Simulating complex quantum systems

On a more scientific note, while I enjoyed many of the talks at the workshop, one stood out for me by far: Ignacio Cirac’s.

Briefly, Cirac talked about a bundle of new methods he and others have been developing in order to simulate quantum systems on conventional classical computers.

Doing such simulations is extremely hard in general, and there are very few quantum systems we can simulate effectively.

This failure is important. The ability to simulate classical systems numerically started in the 1930s and 1940s with the advent of computers, and it has completely revolutionized our understanding of those systems. Because of the difficulty in simulating quantum systems, we’re still effectively stuck back in about the mid-40s with those systems, except in a few special cases.

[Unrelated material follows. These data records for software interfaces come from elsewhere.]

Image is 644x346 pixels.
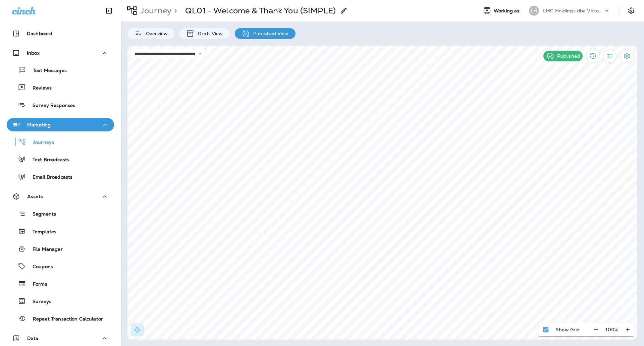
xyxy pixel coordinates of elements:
[556,327,580,332] p: Show Grid
[7,135,114,149] button: Journeys
[26,174,73,181] p: Email Broadcasts
[7,242,114,256] button: File Manager
[529,6,539,16] div: LH
[195,31,223,36] p: Draft View
[7,331,114,345] button: Data
[100,4,119,17] button: Collapse Sidebar
[26,139,54,146] p: Journeys
[26,281,47,288] p: Forms
[620,49,634,63] button: Settings
[7,224,114,238] button: Templates
[26,299,51,305] p: Surveys
[26,102,75,109] p: Survey Responses
[26,264,53,270] p: Coupons
[494,8,522,14] span: Working as:
[185,6,336,16] p: QL01 - Welcome & Thank You (SIMPLE)
[7,152,114,166] button: Text Broadcasts
[7,98,114,112] button: Survey Responses
[26,229,56,236] p: Templates
[26,85,52,92] p: Reviews
[26,316,103,323] p: Repeat Transaction Calculator
[171,6,177,16] p: >
[26,246,63,253] p: File Manager
[26,211,56,218] p: Segments
[557,53,580,59] p: Published
[7,259,114,273] button: Coupons
[27,194,43,199] p: Assets
[625,5,637,17] button: Settings
[27,122,51,127] p: Marketing
[7,27,114,40] button: Dashboard
[250,31,289,36] p: Published View
[26,68,67,74] p: Text Messages
[543,8,603,13] p: LMC Holdings dba Victory Lane Quick Oil Change
[27,31,52,36] p: Dashboard
[586,49,600,63] button: View Changelog
[27,335,39,341] p: Data
[7,190,114,203] button: Assets
[27,50,40,56] p: Inbox
[142,31,168,36] p: Overview
[7,277,114,291] button: Forms
[7,46,114,60] button: Inbox
[7,294,114,308] button: Surveys
[26,157,69,163] p: Text Broadcasts
[7,63,114,77] button: Text Messages
[7,81,114,95] button: Reviews
[7,207,114,221] button: Segments
[7,118,114,131] button: Marketing
[7,312,114,326] button: Repeat Transaction Calculator
[605,327,619,332] p: 100 %
[603,50,617,63] button: Filter Statistics
[137,6,171,16] p: Journey
[7,170,114,184] button: Email Broadcasts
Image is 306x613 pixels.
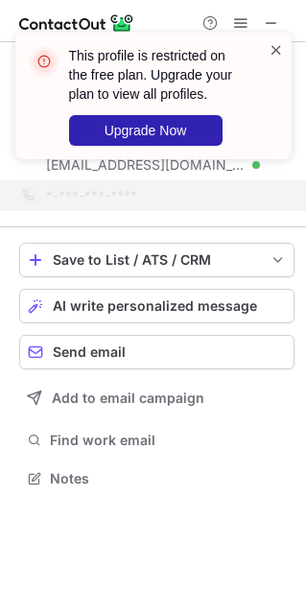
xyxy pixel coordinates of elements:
[104,123,187,138] span: Upgrade Now
[29,46,59,77] img: error
[19,12,134,35] img: ContactOut v5.3.10
[19,243,294,277] button: save-profile-one-click
[69,115,222,146] button: Upgrade Now
[19,335,294,369] button: Send email
[53,344,126,359] span: Send email
[19,465,294,492] button: Notes
[53,252,261,267] div: Save to List / ATS / CRM
[69,46,245,104] header: This profile is restricted on the free plan. Upgrade your plan to view all profiles.
[53,298,257,313] span: AI write personalized message
[19,381,294,415] button: Add to email campaign
[19,289,294,323] button: AI write personalized message
[52,390,204,405] span: Add to email campaign
[50,431,287,449] span: Find work email
[50,470,287,487] span: Notes
[19,427,294,453] button: Find work email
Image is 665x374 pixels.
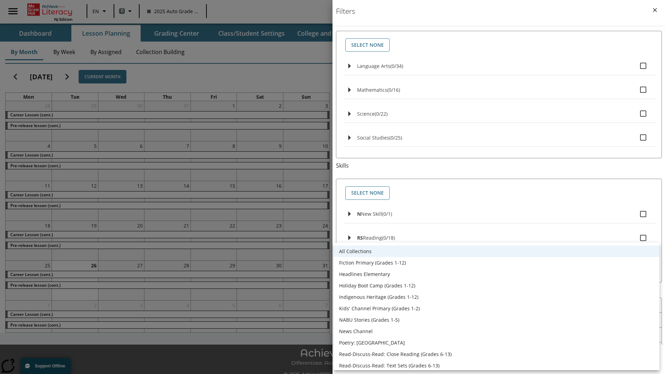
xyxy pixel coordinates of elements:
[333,268,659,280] li: Headlines Elementary
[333,280,659,291] li: Holiday Boot Camp (Grades 1-12)
[333,257,659,268] li: Fiction Primary (Grades 1-12)
[333,314,659,326] li: NABU Stories (Grades 1-5)
[333,303,659,314] li: Kids' Channel Primary (Grades 1-2)
[333,348,659,360] li: Read-Discuss-Read: Close Reading (Grades 6-13)
[333,246,659,257] li: All Collections
[333,360,659,371] li: Read-Discuss-Read: Text Sets (Grades 6-13)
[333,337,659,348] li: Poetry: [GEOGRAPHIC_DATA]
[333,291,659,303] li: Indigenous Heritage (Grades 1-12)
[333,326,659,337] li: News Channel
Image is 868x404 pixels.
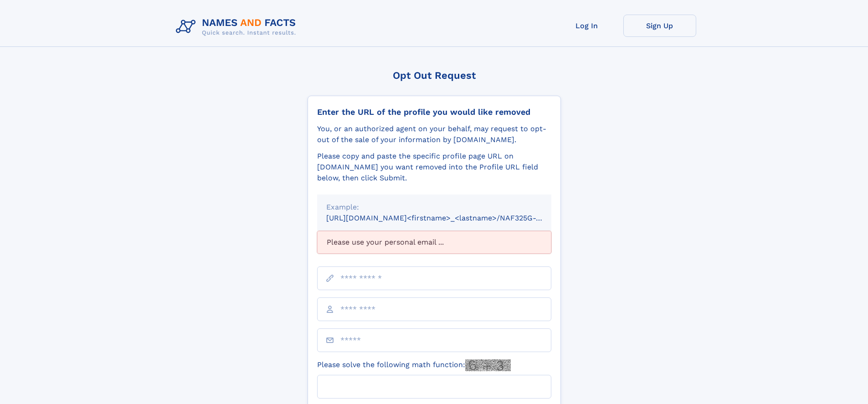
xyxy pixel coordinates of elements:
img: Logo Names and Facts [172,14,303,39]
a: Log In [550,14,623,37]
div: Please copy and paste the specific profile page URL on [DOMAIN_NAME] you want removed into the Pr... [317,151,551,184]
a: Sign Up [623,14,696,37]
div: Enter the URL of the profile you would like removed [317,107,551,117]
div: You, or an authorized agent on your behalf, may request to opt-out of the sale of your informatio... [317,124,551,145]
div: Example: [326,202,542,213]
label: Please solve the following math function: [317,359,510,371]
div: Opt Out Request [308,69,560,81]
div: Please use your personal email ... [317,230,551,253]
small: [URL][DOMAIN_NAME]<firstname>_<lastname>/NAF325G-xxxxxxxx [326,213,569,222]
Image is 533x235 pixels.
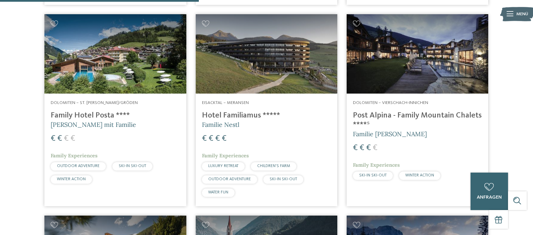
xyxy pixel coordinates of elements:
span: Familie Nestl [202,121,240,129]
span: € [366,144,371,152]
span: OUTDOOR ADVENTURE [57,164,100,168]
a: Familienhotels gesucht? Hier findet ihr die besten! Eisacktal – Meransen Hotel Familiamus ***** F... [196,14,337,207]
span: € [373,144,378,152]
span: Eisacktal – Meransen [202,101,249,105]
span: € [64,135,69,143]
span: € [51,135,56,143]
span: CHILDREN’S FARM [257,164,290,168]
span: WINTER ACTION [57,177,86,182]
img: Familienhotels gesucht? Hier findet ihr die besten! [44,14,186,94]
span: Dolomiten – St. [PERSON_NAME]/Gröden [51,101,138,105]
span: WINTER ACTION [405,174,434,178]
img: Familienhotels gesucht? Hier findet ihr die besten! [196,14,337,94]
span: € [57,135,62,143]
span: SKI-IN SKI-OUT [119,164,146,168]
span: anfragen [477,195,502,200]
span: € [209,135,213,143]
img: Post Alpina - Family Mountain Chalets ****ˢ [347,14,488,94]
span: Family Experiences [202,153,249,159]
span: [PERSON_NAME] mit Familie [51,121,136,129]
span: Family Experiences [353,162,400,168]
span: Familie [PERSON_NAME] [353,130,427,138]
span: € [222,135,227,143]
span: € [215,135,220,143]
h4: Family Hotel Posta **** [51,111,180,120]
span: € [70,135,75,143]
a: Familienhotels gesucht? Hier findet ihr die besten! Dolomiten – St. [PERSON_NAME]/Gröden Family H... [44,14,186,207]
a: anfragen [471,173,508,210]
span: Family Experiences [51,153,98,159]
span: Dolomiten – Vierschach-Innichen [353,101,428,105]
span: € [360,144,364,152]
span: OUTDOOR ADVENTURE [208,177,251,182]
h4: Post Alpina - Family Mountain Chalets ****ˢ [353,111,482,130]
span: LUXURY RETREAT [208,164,238,168]
span: € [202,135,207,143]
span: SKI-IN SKI-OUT [270,177,297,182]
span: € [353,144,358,152]
a: Familienhotels gesucht? Hier findet ihr die besten! Dolomiten – Vierschach-Innichen Post Alpina -... [347,14,488,207]
span: SKI-IN SKI-OUT [359,174,387,178]
span: WATER FUN [208,191,228,195]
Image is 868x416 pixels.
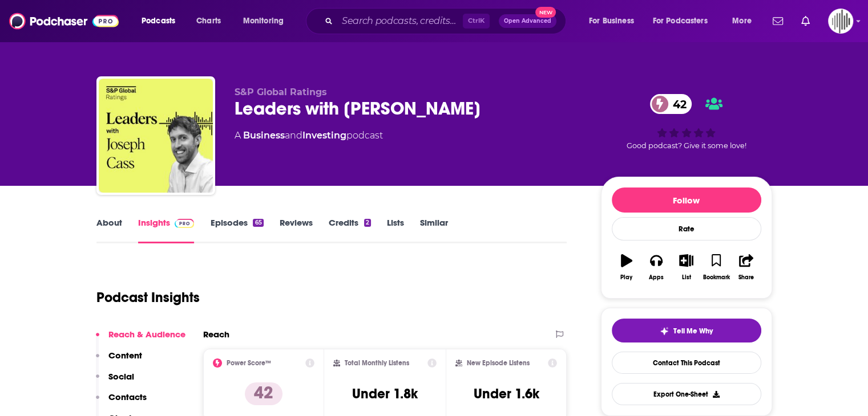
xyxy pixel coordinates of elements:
span: For Podcasters [653,13,708,29]
span: For Business [589,13,634,29]
button: Apps [641,247,671,288]
span: Logged in as gpg2 [828,9,853,33]
h2: New Episode Listens [467,359,530,367]
a: Reviews [280,218,313,243]
img: Leaders with Joseph Cass [99,79,213,193]
span: Tell Me Why [673,327,712,336]
div: 42Good podcast? Give it some love! [601,87,772,157]
button: Social [96,371,134,392]
button: open menu [645,12,724,30]
p: Contacts [108,391,147,402]
button: Play [612,247,641,288]
span: Ctrl K [463,14,490,29]
span: New [535,7,556,18]
div: Bookmark [703,274,729,281]
p: Content [108,350,142,361]
h3: Under 1.6k [474,386,539,402]
a: Credits2 [329,218,371,243]
div: A podcast [235,129,383,143]
a: Lists [387,218,404,243]
div: Rate [612,218,761,241]
input: Search podcasts, credits, & more... [337,12,463,30]
div: Apps [649,274,664,281]
a: 42 [650,94,692,114]
span: Charts [196,13,221,29]
p: 42 [245,383,282,406]
h1: Podcast Insights [97,289,199,306]
span: 42 [661,94,692,114]
div: 65 [253,219,263,227]
div: 2 [364,219,371,227]
span: Monitoring [243,13,284,29]
span: and [285,130,302,141]
img: tell me why sparkle [660,327,669,336]
img: User Profile [828,9,853,33]
a: Charts [189,12,227,30]
div: Search podcasts, credits, & more... [317,8,577,34]
button: Contacts [96,391,147,413]
h2: Total Monthly Listens [345,359,409,367]
span: More [732,13,752,29]
div: Share [739,274,754,281]
span: Open Advanced [504,18,551,24]
button: Reach & Audience [96,329,185,350]
p: Social [108,371,134,382]
a: Show notifications dropdown [768,11,787,31]
a: Episodes65 [210,218,263,243]
p: Reach & Audience [108,329,185,339]
h2: Reach [203,329,230,339]
div: List [682,274,691,281]
h2: Power Score™ [227,359,271,367]
button: Follow [612,187,761,213]
button: tell me why sparkleTell Me Why [612,319,761,343]
img: Podchaser - Follow, Share and Rate Podcasts [9,10,119,32]
span: Podcasts [141,13,176,29]
button: open menu [235,12,298,30]
button: Open AdvancedNew [499,14,556,28]
button: open menu [133,12,190,30]
span: S&P Global Ratings [235,87,327,97]
button: Content [96,350,142,371]
button: List [671,247,700,288]
button: open menu [724,12,766,30]
img: Podchaser Pro [175,219,195,228]
a: Investing [302,130,346,141]
a: About [97,218,122,243]
button: open menu [581,12,649,30]
a: Contact This Podcast [612,351,761,374]
button: Bookmark [701,247,731,288]
a: Show notifications dropdown [797,11,815,31]
h3: Under 1.8k [352,386,418,402]
a: Similar [420,218,448,243]
button: Export One-Sheet [612,383,761,406]
div: Play [621,274,633,281]
a: InsightsPodchaser Pro [138,218,195,243]
button: Show profile menu [828,9,853,33]
a: Business [243,130,285,141]
button: Share [731,247,761,288]
span: Good podcast? Give it some love! [626,141,747,150]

Cirac talked about the new methods he and many others are developing, based on quantum information theory, for simulating such systems. The details are complex, but the idea is pretty simple: that to do such simulations effectively, the programs must take into account both the ordinary (essentially classical) degrees of freedom, as well as the entangled degrees of freedom.

This is a simple idea, but by pushing on it, people are starting to get some spectacular results. Cirac described a slew of systems that can now be understood using these techniques, and that were previously inaccessible numerically.

It’s early days yet, but if this success continues, it’ll certainly greatly enhance our understanding of complex quantum systems, and mark what may be the first major contribution of quantum information to another field of physics.

6 comments

  1. I keep meaning to write a post about the Cirac/Verstraete/(numerous others) “renormalization” work on my blog. If I could spot trends in the past year in connecting quantum information science to many body quantum systems it would be: (1) Hey, let’s calculate the these pretty entanglement measures in many-body quantum systems because, well, because we can, and (2) Hey, let’s understand why current techniques fail in terms of their inappropriate accounting of entanglement, and let’s see how we can use this to fix certain cases. I yawn when I hear (1), but when I hear (2) I get all excited. Excited enough to start coding up some of these new methods.

  2. It’s ok.
    I’m doing similar calculations in my 2005 thesis.
    I think the title will be “How much entanglement can (asymptotically and approximately) fit on the head of a pin?”

  3. Well shit, there I go opening my big fat mouth again. [shovel] But you also did the first work on (2), right? [shovel] And don’t you agree (2) is better than (1)? [shovel] Plust I must admit that one has to do (1) before one even begins to see (2). [exhausted from trying to dig myself out of this hole]

  4. It’s okay, Dave, no need for a shovel; I largely agree with you, and my response was a quick (and not terribly thoughtful) off-the-cuff.

    Probably the main difference is that I’m a little less pessimistic than you about the value of calculating entanglement in such systems. If you ask a clever question (i.e., calculate just the right thing), I suspect you may still learn a lot. I agree that most of the papers in this general vein are not asking particularly interesting questions, although they may nonetheless luck upon something interesting.

    (As an aside, I note that it’s curious how often in the history of physics simply following one’s nose and calculating has led to interesting general insights. A good example is the universality of the critical exponents in phase transitions, and the fact that the critical exponents are the same on both sides of the critical point.)

    But yeah, the DMRG-related stuff _is_ the real deal. I note that Schollwoeck’s recent review of the DMRG (to appear in RMP) gives a lot of play to the ideas coming out of quantum information.

  5. Oops, PS: my work on the DMRG was done jointly with Tobias Osborne. We simply pointed out the connection with quantum information (i.e., that the DMRG optimally preserves entanglement under renormalization), and suggested, without being terribly concrete, that this idea might be useful in improving the DMRG.